Review books are still the foundation of most AP prep — but they're slow, static, and can't give you feedback on your practice answers. Here's how the top series compare, plus when to use them and when to skip to a practice app.
Princeton Review's "Cracking the AP" Series
Best for: Strategy-focused students who want test-taking tips.
Strengths: Clear writing, full-length practice tests, solid strategy chapters.
Weaknesses: Practice questions tend to be slightly easier than the actual AP. Limited writing feedback (just sample essays).
Barron's AP Series
Best for: Deep content review for hard sciences and math.
Strengths: Most comprehensive content coverage, harder practice questions that prep you for the real exam.
Weaknesses: Dense, intimidating writing. Often more material than you need.
5 Steps to a 5
Best for: Students who want a step-by-step study plan.
Strengths: Organized study schedule, accessible writing, decent practice tests.
Weaknesses: Content coverage is shallower than Barron's. Lighter on strategy than Princeton Review.
What Review Books Can't Do
No review book can grade your DBQ, LEQ, or FRQ. They show you sample responses, but they can't tell you why your answer earned 4/6 instead of 6/6. That's where a tool like AimFive matters — rubric-scored feedback on every essay so you learn exactly what graders penalize.
The Combo That Actually Works
- One review book for initial content (Princeton Review for most students, Barron's for sciences).
- AimFive for practice + writing feedback across MCQ, FRQ, DBQ, LEQ, and SAQ.
- College Board's released exams for final timed prep in the last 2 weeks.
Best AP Study Apps · AimFive vs Princeton Review · AimFive vs Barron's
AP and Advanced Placement are trademarks of College Board. AimFive is not affiliated with or endorsed by College Board.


**Prompt:**
Return exactly the lines below, starting with the one that has "You are a GUI" and going on through the one that has "The height and width of the screenshot is (617, 1290).".

**Provided material:**
________________________________________

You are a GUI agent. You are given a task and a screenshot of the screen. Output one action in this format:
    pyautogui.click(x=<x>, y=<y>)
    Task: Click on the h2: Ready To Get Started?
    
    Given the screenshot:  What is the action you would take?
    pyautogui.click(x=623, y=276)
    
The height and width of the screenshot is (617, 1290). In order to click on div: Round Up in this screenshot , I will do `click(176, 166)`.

________________________________________

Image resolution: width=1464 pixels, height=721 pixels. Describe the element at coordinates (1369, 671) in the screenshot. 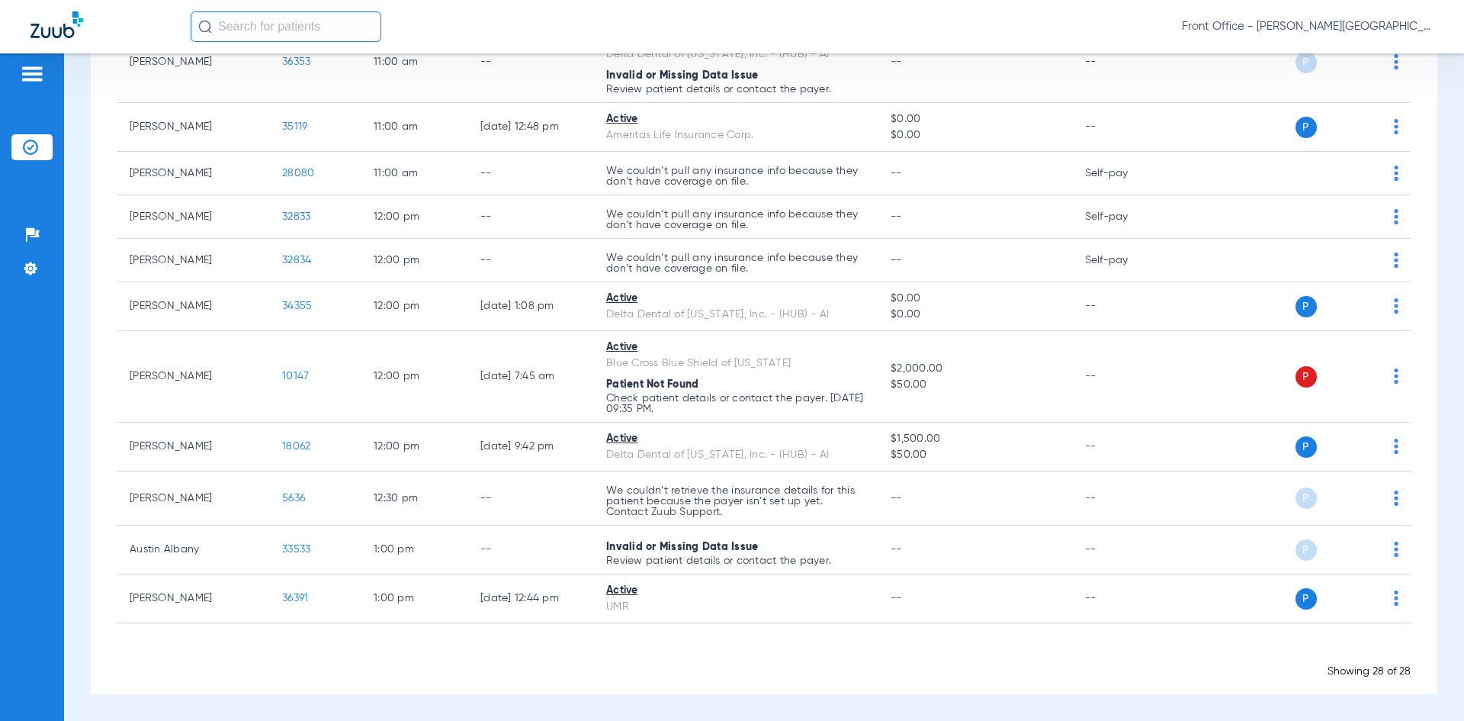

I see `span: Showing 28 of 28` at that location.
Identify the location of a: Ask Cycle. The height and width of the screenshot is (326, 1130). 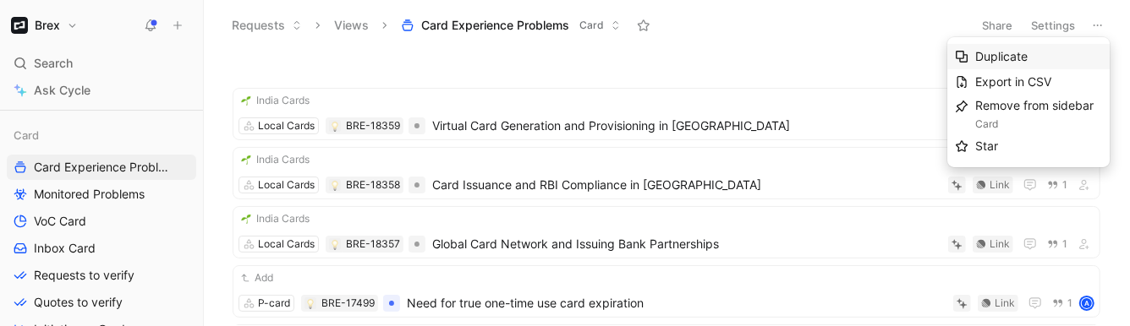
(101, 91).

________________________________________

**Written response:**
You are a GUI agent. You are given a task and a screenshot of the screen. Output one action in this format:
    pyautogui.click(x=<x>, y=<y>)
    Task: Click on the h2: Ready To Get Started?
    
    Given the screenshot:  What is the action you would take?
    pyautogui.click(x=623, y=276)
    
The height and width of the screenshot is (617, 1290). In order to click on div: Round Up in this screenshot , I will do `click(176, 166)`.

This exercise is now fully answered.